Samba under Coherant and Macintosh

Love lha at stacken.kth.se
Thu Dec 16 16:07:40 GMT 1999


Andrew Tridgell <tridge at linuxcare.com> writes:

With the risk of being shot, I will just try to give a wider view....

> smbd should _never_ be starting/stopping daemons via rpc calls. I know
> you have had plans in the past to do this and even ideas of making
> everything in /etc/rc.d/init.d/ available as rpc services - I think
> the whole idea is totally gross (as I said at the time). It is
> features for features sake. Have you actually ever had a Unix admin
> say to you "gee, I wish I could start/stop sendmail on unix via my NT
> workstations domain management GUI" ?
> 
> even if such a feature were ever added (and it would be over my dead
> body!) then it would only make sense to start/stop those daemons as
> root!

In AFS [1] (the transarc version) there there is a server called BOS (basic
overseer service) (I guess from the beging a nanny that would restart the
fileserver *when* it died :)

Now with this server you can start, stop, view the logfile, query status remote.

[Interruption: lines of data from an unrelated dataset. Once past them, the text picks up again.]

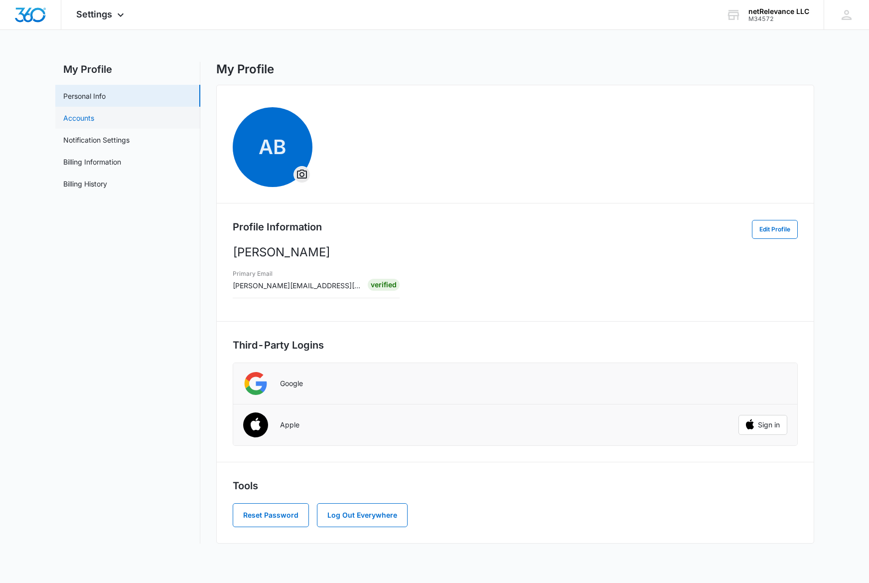 Image resolution: width=869 pixels, height=583 pixels. Describe the element at coordinates (775, 229) in the screenshot. I see `button: Edit Profile` at that location.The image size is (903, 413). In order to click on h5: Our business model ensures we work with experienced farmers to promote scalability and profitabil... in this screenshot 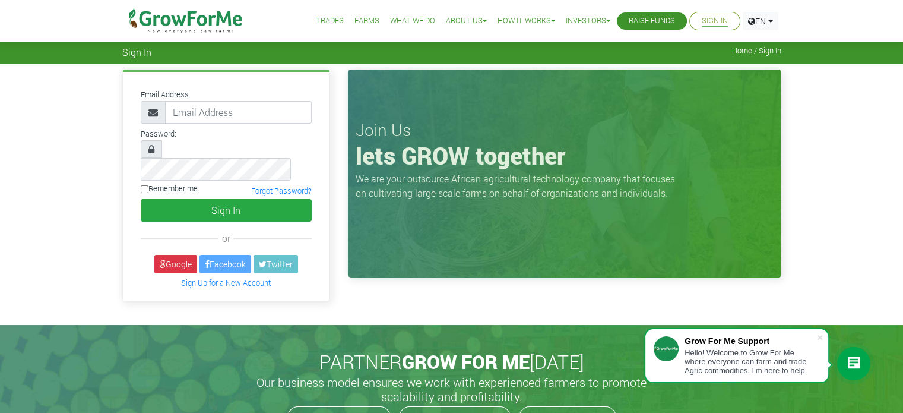, I will do `click(452, 389)`.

  datan:/# bos status anden -local
  Instance vlserver, currently running normally.
  Instance ptserver, currently running normally.
  Instance buserver, currently running normally.
  Instance upserver, currently running normally.

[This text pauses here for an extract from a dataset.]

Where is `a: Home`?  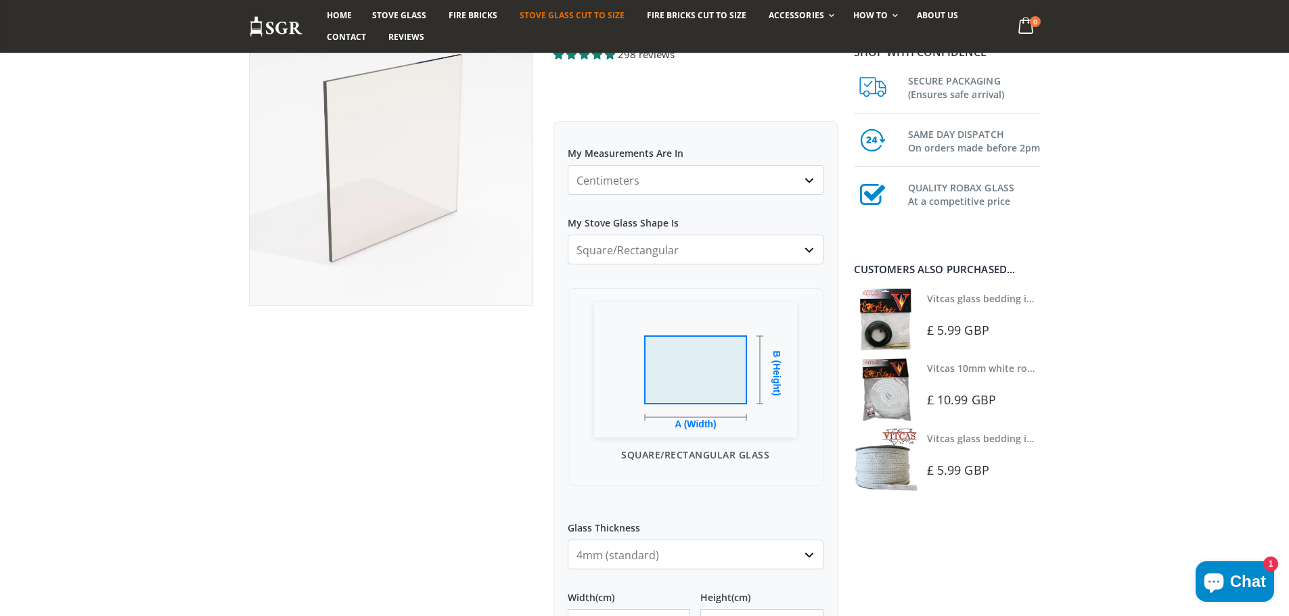
a: Home is located at coordinates (339, 16).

This is might useful since you never need to login to the fileserver, all
services can be stop/started remote. It also make sure that everything is
started in the right order (no fsck at the same time as the fileserver),
uppdates binaries. It also collects corefiles :)

  datan:/# bos status alladin -local
  Instance fs, has core file, currently running normally.
      Auxiliary status is: file server running.
  Instance upclientetc, currently running normally.
  Instance upclientbin, has core file, currently running normally.

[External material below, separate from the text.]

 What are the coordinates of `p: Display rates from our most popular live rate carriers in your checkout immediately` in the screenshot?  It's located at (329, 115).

It also does a lot of silly things like restart the daemons (since they
used to have memoryleeks :( in their fileserver ).

Its also _the_ way you stop the fileserver, no kill. the bos know how to
take down that fileserver in a civilized way to make sure the user doesn't
loose any data.

All servers are running as root.

People that are using afs are happy with this.

Love
arla-hacker


[1] Andrew File System as it used to be called.